Pill testing is a furphy that can only spread drug usage

Pill Testing: Arguments For and Against
Catholic Weekly 24 January 2019
Family First Comment: “Advising a potentially allergic user to take only half a 100 per cent pure MDMA pill won’t help anymore than eating half a peanut instead of the whole will stop anaphylactic shock for those allergic to peanuts. With that knowledge, the results of this pill testing push will be frightening. What better way is there to broaden the pool of prospective drug users than to suggest pill testing makes ecstasy use safer? Expect an accelerating number of deaths from this craven misinformation… Why aren’t the pill testing promoters telling the truth about ecstasy, saying pill testing is about safety when it’s not? Maybe there’s something to hide, like another agenda.”

Every death from a party pill in Australia has a toxicology analysis of what caused the death in the coroner’s report, so there are no mysteries about what is causing these deaths.

But here is the appalling news – the cause is very different from what you are hearing from pill testing proponents and from an Australian media that has largely failed its due diligence on this story.

The only Australian study on an extensive number of ecstasy-related deaths looked at 82 coroners’ reports from between 2001 and 2005. First, that is a lot of under-reported ecstasy deaths in five years. Second, 23 per cent of those deaths were caused solely by the MDMA in the pill. Another 59 per cent were caused by MDMA when used with other legal and illegal drugs.

Conclusion? Eighty two per cent of the 82 deaths reviewed were directly attributed to MDMA. Ecstasy is the killer. Third, none of these 82 deaths were from impurities or other unknown drugs in the pills. And recent coroners’ reports concur. The Daily Telegraph reported on 15 January that Professor Dawson had indicated MDMA was implicated in early toxicology tests on four recent NSW deaths.

The other evidence-free assertion we keep hearing is that many deaths are from MDMA ‘overdoses’. The truth is that MDMA overdoses are rare, with most deaths from a single pill or from MDMA ingestion within the normal range of recreational use.

Even Harm Reduction Australia’s senior organisation, the US Drug Policy Alliance, says ecstasy overdoses are rare. So why does HRA keep promoting this dangerous myth that misleads the public into thinking the MDMA purity of a single pill needs quantifying?

Why, then, are people dying? The reality is that most deaths outside polydrug use are due to something akin to an individual allergic reaction to MDMA. In 1995, Anna Wood took the same tablet as five other friends, but she was the one that died.

So, advising a potentially allergic user to take only half a 100 per cent pure MDMA pill won’t help anymore than eating half a peanut instead of the whole will stop anaphylactic shock for those allergic to peanuts.

With that knowledge, the results of this pill testing push will be frightening. What better way is there to broaden the pool of prospective drug users than to suggest pill testing makes ecstasy use safer? Expect an accelerating number of deaths from this craven misinformation.

There are practical issues too. John Lewis, a forensic scientist at UTS, says pill testing equipment will never provide safety because scrapings from a pill wrongly assume that contained substances are uniformly distributed.

Additionally, the three deaths in Melbourne where purported ecstasy pills contained 4-FA and 25C-NBOMe require equipment so sophisticated that police sent samples to Spain for verification. Also, pill testing won’t reduce drug use and its risks as is claimed.

A festival-goer with a tested ‘dangerous’ pill will simply ask friends next time where the ‘safe’ MDMA ones are purchased.

Why aren’t the pill testing promoters telling the truth about ecstasy, saying pill testing is about safety when it’s not? Maybe there’s something to hide, like another agenda.

Of course, only they know their own motives.

Gary Christian is a specialist researcher in AOD and Community Health for Drug Free Australia.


Go through the entries below line by line and count those containing "operations"; the answer is that count alone.

(Figure collection entries)
# # #

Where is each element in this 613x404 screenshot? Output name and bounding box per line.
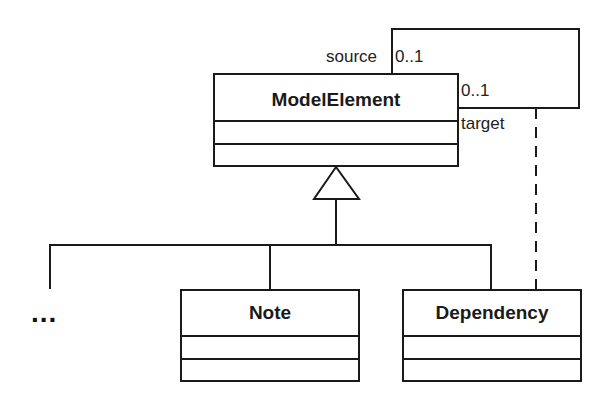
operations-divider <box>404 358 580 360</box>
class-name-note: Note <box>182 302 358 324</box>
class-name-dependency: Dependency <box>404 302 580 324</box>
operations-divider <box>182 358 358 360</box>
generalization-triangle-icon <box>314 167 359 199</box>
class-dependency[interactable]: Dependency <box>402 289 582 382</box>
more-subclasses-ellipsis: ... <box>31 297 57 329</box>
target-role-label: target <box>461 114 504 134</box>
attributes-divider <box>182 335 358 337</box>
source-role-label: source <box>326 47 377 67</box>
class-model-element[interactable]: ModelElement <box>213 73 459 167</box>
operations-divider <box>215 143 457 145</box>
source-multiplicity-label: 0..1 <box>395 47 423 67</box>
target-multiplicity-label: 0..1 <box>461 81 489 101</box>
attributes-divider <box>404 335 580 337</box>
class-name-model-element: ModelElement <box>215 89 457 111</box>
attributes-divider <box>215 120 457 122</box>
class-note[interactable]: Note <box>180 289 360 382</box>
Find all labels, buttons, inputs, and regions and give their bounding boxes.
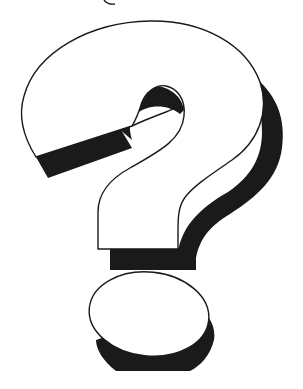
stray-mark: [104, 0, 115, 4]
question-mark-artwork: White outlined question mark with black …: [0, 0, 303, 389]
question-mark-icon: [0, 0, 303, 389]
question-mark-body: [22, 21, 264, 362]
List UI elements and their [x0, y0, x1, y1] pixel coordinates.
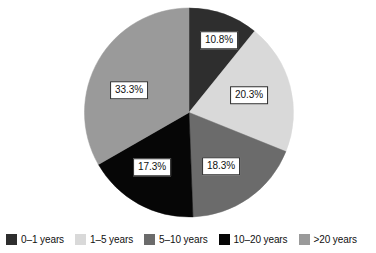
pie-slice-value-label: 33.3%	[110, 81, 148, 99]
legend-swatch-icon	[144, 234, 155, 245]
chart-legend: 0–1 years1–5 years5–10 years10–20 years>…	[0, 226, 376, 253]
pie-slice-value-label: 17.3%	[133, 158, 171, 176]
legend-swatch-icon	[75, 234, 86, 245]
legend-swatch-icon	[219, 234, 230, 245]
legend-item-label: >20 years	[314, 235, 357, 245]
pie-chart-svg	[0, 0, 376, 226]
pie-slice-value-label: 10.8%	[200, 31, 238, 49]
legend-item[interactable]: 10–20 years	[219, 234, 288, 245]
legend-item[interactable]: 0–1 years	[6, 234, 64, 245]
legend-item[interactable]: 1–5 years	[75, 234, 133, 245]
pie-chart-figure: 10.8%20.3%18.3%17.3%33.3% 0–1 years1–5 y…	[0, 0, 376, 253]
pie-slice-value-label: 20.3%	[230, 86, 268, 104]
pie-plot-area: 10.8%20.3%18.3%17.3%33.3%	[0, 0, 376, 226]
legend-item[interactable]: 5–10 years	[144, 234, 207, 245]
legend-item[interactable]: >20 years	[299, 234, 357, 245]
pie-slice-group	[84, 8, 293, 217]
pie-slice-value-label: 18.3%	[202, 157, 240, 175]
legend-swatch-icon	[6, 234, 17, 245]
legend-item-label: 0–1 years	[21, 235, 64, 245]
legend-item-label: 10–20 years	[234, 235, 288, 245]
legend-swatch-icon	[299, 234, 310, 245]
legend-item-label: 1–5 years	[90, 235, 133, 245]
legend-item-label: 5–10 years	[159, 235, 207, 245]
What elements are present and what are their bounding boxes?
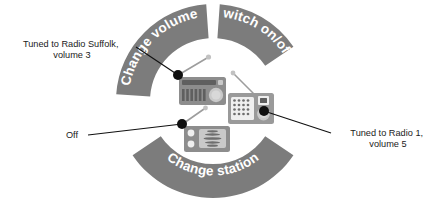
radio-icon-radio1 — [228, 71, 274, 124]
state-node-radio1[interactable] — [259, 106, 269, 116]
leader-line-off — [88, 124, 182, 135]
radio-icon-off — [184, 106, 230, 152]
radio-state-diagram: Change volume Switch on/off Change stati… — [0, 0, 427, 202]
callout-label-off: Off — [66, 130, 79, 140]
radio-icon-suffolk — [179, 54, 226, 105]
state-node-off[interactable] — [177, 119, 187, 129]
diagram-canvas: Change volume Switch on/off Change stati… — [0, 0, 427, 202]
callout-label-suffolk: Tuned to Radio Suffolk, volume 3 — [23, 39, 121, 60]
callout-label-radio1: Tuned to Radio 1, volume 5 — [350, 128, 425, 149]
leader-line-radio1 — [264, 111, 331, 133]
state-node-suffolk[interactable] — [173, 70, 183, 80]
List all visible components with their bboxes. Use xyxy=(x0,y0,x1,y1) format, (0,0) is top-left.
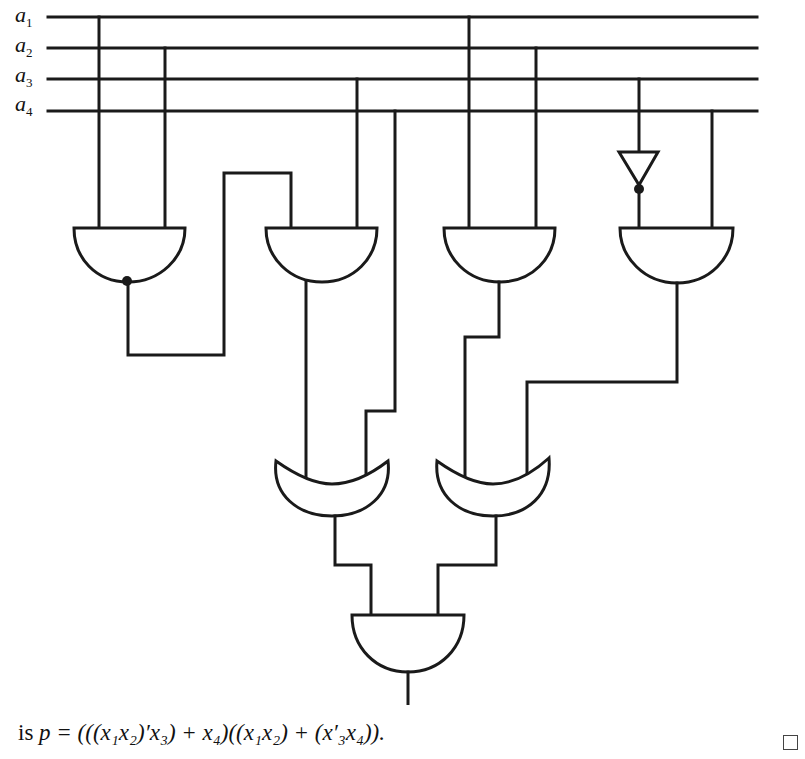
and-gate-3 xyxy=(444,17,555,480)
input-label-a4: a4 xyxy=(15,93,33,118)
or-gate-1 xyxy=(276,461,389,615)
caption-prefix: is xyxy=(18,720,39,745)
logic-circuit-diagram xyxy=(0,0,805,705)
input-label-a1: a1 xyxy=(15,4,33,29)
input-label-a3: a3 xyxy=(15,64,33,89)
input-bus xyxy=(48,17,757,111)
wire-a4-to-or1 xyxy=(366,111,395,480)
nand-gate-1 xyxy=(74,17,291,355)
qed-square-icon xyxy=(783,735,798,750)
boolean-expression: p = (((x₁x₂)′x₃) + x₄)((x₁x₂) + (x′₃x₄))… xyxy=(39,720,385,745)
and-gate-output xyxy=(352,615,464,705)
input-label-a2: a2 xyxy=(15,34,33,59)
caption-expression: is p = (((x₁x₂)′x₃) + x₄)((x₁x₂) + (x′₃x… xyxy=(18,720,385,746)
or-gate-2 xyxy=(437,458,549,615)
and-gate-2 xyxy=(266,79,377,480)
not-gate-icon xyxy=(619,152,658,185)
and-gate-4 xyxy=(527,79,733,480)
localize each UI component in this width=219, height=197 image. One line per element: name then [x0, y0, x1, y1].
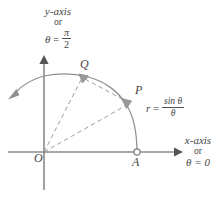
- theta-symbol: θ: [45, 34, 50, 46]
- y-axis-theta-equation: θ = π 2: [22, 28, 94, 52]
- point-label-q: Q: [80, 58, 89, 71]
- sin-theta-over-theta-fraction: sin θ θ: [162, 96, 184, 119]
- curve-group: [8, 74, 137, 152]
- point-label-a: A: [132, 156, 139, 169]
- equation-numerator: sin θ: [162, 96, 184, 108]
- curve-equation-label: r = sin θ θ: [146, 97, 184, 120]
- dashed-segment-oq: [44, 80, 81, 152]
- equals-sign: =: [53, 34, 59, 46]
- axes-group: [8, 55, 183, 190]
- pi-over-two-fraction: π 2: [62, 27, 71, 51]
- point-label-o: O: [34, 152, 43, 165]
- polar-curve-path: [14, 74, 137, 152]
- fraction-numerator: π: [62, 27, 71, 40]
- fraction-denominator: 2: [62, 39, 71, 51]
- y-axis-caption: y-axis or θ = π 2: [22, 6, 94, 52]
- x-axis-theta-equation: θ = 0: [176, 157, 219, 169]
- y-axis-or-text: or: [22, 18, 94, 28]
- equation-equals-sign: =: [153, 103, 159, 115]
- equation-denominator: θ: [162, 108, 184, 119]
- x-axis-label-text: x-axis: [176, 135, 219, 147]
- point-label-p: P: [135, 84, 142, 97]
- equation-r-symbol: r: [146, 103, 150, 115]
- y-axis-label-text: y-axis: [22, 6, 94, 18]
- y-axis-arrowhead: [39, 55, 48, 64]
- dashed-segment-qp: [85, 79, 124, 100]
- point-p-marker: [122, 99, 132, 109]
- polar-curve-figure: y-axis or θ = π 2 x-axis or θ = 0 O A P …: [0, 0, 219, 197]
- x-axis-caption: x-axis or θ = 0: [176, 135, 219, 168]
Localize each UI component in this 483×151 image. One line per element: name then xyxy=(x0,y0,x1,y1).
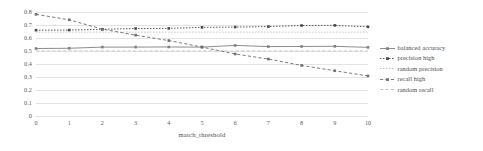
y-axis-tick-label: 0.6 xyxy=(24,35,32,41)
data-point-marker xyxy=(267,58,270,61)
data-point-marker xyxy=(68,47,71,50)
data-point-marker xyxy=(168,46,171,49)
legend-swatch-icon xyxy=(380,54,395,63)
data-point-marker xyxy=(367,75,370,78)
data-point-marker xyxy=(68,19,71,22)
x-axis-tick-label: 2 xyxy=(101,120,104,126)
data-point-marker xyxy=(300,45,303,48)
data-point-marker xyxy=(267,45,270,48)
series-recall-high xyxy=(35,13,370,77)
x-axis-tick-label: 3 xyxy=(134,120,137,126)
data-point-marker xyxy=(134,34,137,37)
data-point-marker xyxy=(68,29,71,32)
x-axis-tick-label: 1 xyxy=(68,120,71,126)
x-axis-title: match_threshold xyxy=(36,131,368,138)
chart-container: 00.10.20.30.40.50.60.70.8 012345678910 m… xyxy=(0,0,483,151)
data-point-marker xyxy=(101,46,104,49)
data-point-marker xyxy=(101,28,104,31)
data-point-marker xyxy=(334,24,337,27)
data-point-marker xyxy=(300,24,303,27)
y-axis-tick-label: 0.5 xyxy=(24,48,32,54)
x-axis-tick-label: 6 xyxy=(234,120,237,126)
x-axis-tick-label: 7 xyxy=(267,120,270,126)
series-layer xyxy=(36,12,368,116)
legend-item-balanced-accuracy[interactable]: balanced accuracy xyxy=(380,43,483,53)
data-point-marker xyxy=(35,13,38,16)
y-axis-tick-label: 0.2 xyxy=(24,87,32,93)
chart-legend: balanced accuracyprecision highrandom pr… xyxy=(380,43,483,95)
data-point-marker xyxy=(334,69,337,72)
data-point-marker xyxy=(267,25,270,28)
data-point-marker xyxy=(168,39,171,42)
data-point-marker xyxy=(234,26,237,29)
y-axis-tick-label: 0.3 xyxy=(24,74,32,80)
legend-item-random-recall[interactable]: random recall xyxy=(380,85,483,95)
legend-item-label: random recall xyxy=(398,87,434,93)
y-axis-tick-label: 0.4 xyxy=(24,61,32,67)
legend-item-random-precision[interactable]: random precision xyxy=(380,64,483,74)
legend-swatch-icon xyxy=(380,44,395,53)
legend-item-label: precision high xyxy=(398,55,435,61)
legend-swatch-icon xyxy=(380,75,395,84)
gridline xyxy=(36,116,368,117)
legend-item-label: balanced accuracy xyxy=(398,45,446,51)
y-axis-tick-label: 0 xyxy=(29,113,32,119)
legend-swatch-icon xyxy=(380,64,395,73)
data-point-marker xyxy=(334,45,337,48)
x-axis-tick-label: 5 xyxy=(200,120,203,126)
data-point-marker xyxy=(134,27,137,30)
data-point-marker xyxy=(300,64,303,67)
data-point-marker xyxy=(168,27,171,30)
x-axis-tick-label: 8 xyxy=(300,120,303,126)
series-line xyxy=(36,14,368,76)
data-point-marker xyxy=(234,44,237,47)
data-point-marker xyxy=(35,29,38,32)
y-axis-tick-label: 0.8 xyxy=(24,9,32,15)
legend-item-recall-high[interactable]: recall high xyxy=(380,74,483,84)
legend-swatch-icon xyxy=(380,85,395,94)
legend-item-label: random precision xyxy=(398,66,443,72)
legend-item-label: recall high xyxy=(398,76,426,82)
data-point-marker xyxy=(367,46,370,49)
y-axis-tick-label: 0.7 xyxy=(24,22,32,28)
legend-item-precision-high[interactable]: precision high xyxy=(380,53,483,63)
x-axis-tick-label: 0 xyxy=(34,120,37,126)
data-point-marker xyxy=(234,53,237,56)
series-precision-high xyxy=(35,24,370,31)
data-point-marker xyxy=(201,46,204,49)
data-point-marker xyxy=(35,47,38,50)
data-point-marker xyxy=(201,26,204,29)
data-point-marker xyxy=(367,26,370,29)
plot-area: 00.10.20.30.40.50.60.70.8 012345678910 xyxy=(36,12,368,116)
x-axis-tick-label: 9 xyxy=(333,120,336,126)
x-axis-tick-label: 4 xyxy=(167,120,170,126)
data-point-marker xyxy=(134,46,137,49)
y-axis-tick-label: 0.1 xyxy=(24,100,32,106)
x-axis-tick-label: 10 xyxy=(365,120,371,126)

# # #

Response box. 3